There is only one way back from the brink. If a friend has more limiting requirements for kashrut supervision than mine, I will take him only to a restaurant that conforms to his criteria, rather than my own. Whether his are more correct than mine is irrelevant; it is sufficient to appreciate that -- since his are more restrictive -- his regulations are acceptable to me while mine are not to him. Likewise, anyone to whom the unity of the Jewish people is dear must concede that the requirements of the Conservative and Reform movements are not simply different from those of historic Judaism; they are more relaxed. The only common denominator, then, that can preserve Jewish unity is one whose legitimacy is uncontested: the traditional standard of historic Judaism. For the Conservative and Reform movements, this may involve a question of pride, but it is clearly not a matter of conscience: No dogma of theirs invalidates that standard, even if they choose to deem it an unnecessary one. Obviously, the same cannot be said from the perspective of traditional Judaism. For the Conservative and Reform movements, then, this is a moment of reckoning: Having innovated multiple criteria that are irreconcilable with historic Judaism -- and, therefore, inherently divisive -- they alone can re-affirm our common historic bonds. Rather than preaching an empty, fictitious "unity," they alone are in the position to do something real about Jewish unity before it is too late. Such action will demand courage, consideration, and vision. But if the Jewish people is to avoid a repetition of the schism of 1900 years ago, there is no other course.

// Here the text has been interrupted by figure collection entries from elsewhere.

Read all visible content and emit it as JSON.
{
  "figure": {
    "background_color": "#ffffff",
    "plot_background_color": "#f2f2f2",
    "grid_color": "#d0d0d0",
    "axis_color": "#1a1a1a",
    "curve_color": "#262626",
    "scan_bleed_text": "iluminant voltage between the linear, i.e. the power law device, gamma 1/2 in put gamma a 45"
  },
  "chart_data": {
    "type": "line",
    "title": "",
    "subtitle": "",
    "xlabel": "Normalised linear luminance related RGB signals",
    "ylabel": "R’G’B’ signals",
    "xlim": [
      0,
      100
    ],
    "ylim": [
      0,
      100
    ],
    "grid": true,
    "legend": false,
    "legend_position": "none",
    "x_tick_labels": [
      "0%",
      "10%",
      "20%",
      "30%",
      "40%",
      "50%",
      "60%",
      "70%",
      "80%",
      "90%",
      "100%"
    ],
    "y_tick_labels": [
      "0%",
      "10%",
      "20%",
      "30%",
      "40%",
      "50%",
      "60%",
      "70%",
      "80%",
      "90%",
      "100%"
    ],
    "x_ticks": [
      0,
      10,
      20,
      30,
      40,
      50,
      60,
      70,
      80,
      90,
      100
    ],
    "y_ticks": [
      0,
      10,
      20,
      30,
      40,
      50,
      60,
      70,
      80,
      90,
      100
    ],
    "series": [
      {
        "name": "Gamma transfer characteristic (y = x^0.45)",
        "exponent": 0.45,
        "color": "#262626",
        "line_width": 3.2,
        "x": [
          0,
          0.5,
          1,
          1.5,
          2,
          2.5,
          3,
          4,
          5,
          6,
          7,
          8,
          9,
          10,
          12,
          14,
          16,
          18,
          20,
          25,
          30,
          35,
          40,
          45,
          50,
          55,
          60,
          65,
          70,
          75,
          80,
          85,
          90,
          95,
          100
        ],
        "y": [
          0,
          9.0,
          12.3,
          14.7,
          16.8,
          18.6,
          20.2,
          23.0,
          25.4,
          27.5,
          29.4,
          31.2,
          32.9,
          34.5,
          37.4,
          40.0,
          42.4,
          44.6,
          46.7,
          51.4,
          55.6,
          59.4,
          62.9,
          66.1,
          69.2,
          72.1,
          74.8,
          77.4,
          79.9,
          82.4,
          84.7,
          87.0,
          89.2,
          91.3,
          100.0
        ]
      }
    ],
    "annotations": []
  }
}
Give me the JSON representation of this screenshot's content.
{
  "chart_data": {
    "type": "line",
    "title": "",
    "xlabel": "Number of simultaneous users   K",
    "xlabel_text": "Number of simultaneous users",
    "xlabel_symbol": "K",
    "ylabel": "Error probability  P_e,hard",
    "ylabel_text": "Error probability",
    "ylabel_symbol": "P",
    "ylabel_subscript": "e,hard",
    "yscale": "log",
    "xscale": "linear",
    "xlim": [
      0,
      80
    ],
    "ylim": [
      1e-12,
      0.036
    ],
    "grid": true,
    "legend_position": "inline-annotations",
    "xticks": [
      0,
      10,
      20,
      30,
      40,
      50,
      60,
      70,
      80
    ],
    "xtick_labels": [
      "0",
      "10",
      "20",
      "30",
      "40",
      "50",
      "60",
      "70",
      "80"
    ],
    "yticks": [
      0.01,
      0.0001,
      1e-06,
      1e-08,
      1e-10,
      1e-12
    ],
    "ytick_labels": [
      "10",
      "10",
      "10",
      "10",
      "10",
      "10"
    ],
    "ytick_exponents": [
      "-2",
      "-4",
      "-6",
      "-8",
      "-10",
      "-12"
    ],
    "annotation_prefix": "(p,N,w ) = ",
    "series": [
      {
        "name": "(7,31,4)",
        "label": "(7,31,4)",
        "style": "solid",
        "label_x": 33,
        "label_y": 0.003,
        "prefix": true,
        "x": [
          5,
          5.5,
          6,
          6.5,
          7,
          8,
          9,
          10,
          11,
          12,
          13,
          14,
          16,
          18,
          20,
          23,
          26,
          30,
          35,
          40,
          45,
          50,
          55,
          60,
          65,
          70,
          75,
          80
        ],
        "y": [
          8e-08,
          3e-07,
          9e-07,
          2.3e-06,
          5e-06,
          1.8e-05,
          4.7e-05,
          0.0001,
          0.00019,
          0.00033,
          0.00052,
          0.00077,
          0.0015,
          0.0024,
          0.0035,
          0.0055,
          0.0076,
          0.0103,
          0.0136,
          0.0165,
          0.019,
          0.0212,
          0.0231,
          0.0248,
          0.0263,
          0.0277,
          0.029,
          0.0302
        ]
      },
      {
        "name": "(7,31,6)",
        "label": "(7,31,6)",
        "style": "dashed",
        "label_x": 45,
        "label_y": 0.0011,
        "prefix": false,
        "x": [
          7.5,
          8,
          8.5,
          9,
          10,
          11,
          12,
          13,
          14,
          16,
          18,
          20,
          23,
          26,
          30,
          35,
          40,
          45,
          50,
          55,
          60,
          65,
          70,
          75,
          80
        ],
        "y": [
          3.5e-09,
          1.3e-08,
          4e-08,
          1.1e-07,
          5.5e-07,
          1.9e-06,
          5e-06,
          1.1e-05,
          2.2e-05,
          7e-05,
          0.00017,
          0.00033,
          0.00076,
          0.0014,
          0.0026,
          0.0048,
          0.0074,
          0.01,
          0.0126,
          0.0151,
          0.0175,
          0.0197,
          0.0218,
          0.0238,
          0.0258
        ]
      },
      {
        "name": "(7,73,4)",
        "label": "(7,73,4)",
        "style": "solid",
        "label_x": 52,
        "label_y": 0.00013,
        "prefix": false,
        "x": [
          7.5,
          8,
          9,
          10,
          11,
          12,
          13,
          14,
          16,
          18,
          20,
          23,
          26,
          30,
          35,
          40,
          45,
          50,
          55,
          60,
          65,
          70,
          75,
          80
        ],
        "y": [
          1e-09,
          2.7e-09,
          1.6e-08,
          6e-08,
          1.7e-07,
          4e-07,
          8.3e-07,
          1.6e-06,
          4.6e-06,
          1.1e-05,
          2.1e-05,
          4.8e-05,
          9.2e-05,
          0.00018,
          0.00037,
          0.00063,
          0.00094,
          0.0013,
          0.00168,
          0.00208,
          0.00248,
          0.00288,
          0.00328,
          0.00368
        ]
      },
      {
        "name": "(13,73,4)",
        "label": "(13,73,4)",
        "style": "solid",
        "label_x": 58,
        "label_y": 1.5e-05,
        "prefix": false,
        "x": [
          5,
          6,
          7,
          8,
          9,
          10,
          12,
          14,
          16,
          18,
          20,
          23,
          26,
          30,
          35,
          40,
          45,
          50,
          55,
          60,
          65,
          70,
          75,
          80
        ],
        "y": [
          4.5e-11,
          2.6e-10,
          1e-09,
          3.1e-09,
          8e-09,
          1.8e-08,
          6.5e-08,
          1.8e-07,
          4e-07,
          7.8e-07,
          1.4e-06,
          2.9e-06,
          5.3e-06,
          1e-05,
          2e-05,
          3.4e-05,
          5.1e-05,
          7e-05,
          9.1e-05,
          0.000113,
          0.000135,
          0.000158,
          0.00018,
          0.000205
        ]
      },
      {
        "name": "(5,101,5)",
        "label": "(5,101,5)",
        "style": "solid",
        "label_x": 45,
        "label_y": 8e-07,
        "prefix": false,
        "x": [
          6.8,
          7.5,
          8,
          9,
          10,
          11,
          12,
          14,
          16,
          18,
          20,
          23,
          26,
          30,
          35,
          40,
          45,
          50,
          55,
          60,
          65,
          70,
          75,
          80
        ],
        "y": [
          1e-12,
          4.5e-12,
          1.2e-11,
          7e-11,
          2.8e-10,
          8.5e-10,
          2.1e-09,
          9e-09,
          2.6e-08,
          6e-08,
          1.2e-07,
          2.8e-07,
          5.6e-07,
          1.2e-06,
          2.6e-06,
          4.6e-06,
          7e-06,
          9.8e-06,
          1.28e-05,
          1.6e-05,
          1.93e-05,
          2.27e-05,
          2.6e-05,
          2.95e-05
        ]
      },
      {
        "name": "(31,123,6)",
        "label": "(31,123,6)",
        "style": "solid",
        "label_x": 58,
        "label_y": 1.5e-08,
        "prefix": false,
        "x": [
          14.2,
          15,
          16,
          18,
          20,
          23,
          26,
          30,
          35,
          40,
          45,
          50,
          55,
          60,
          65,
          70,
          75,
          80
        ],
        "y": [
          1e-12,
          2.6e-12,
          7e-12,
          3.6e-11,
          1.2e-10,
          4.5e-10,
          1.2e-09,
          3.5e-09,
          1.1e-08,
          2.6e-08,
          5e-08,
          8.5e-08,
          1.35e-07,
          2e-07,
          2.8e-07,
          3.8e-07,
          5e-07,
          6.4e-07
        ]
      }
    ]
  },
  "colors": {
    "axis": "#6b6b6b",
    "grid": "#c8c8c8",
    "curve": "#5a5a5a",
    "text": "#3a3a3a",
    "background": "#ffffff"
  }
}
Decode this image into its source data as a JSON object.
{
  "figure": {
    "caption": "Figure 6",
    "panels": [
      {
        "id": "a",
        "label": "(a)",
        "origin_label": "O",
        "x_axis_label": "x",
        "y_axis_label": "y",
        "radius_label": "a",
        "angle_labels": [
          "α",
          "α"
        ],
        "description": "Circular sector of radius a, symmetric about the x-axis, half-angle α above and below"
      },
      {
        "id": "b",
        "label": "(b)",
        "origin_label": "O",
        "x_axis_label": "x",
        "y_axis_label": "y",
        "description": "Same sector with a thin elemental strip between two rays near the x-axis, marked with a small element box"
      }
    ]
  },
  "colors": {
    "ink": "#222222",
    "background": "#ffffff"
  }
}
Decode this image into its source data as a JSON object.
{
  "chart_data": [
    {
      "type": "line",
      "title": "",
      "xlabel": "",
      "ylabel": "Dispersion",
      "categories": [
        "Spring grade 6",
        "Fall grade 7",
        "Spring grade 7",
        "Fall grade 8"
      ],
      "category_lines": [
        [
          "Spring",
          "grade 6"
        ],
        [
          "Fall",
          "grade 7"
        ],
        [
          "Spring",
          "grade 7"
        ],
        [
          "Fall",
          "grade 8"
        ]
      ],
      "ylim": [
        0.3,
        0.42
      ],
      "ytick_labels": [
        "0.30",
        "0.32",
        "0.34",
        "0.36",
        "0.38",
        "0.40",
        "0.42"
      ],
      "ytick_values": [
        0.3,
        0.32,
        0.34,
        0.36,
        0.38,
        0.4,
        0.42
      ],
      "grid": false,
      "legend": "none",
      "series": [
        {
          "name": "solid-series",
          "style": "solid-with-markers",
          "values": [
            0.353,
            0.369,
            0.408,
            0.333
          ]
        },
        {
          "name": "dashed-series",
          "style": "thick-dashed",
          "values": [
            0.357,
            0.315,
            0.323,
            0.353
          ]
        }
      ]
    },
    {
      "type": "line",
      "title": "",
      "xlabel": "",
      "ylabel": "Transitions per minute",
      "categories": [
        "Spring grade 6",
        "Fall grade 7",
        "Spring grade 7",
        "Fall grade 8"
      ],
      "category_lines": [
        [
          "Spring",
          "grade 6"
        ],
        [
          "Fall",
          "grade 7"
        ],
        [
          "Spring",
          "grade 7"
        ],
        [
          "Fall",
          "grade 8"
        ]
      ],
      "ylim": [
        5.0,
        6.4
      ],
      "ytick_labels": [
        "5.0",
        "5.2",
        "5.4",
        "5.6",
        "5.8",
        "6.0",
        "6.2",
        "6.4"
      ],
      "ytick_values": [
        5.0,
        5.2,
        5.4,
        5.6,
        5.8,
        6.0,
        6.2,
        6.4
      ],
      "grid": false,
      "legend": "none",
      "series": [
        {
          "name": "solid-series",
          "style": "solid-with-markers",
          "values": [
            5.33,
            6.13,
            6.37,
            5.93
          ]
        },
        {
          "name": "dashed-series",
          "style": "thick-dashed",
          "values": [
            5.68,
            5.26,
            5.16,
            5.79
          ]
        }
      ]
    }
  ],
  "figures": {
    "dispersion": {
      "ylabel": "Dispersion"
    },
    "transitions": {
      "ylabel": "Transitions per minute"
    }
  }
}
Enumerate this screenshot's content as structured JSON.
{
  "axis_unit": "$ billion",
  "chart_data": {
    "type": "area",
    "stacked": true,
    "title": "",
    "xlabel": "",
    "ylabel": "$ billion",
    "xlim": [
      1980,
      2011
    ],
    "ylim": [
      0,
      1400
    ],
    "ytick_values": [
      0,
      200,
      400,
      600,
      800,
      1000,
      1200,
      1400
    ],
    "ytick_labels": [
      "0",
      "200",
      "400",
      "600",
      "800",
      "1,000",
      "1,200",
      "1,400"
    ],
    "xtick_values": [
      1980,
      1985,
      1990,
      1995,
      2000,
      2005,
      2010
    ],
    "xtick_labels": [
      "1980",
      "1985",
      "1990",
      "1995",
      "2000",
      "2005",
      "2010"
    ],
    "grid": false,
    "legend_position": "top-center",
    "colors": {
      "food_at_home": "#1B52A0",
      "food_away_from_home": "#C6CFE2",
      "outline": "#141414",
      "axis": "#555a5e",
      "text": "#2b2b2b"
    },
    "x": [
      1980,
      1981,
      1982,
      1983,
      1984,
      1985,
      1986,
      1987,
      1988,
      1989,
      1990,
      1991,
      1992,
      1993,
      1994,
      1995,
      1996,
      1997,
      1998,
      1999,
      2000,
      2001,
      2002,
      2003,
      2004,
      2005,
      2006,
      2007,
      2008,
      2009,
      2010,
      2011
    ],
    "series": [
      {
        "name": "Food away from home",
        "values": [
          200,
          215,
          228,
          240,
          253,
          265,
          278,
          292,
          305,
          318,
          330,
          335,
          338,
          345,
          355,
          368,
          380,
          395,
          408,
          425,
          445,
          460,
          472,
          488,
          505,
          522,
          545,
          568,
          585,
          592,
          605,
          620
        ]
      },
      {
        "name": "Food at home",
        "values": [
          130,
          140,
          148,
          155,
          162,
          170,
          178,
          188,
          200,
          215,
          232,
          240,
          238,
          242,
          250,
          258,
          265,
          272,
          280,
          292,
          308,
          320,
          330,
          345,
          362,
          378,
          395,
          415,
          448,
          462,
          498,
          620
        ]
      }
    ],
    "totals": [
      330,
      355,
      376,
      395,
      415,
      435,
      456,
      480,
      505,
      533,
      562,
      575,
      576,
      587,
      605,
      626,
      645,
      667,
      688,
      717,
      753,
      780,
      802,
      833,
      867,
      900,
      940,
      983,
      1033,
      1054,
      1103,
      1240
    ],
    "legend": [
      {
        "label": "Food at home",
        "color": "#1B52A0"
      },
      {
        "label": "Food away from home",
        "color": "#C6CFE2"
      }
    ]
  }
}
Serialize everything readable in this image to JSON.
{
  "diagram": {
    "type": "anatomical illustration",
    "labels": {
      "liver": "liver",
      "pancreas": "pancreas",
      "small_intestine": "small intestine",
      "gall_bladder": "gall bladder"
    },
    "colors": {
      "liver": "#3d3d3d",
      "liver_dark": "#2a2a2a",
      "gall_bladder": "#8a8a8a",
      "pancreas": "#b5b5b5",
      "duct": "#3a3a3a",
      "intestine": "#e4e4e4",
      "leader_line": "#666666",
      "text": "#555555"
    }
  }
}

And there is not a moment to lose.

A resident of Jerusalem, Rabbi Eisen has taught at Yeshivat Hakotel and other yeshivot in Israel and lectured on Jewish thought throughout Jerusalem for the past 15 years. As founding editor of the OU journal Jewish Thought, he also wrote and edited numerous essays in this field. In addition to Yeshivat Hakotel, he teaches at the OU-NCSY Israel Center and Michlelet Torah ViRegesh and in the Torah Lecture Corps of the IDF Rabbinate (reserves).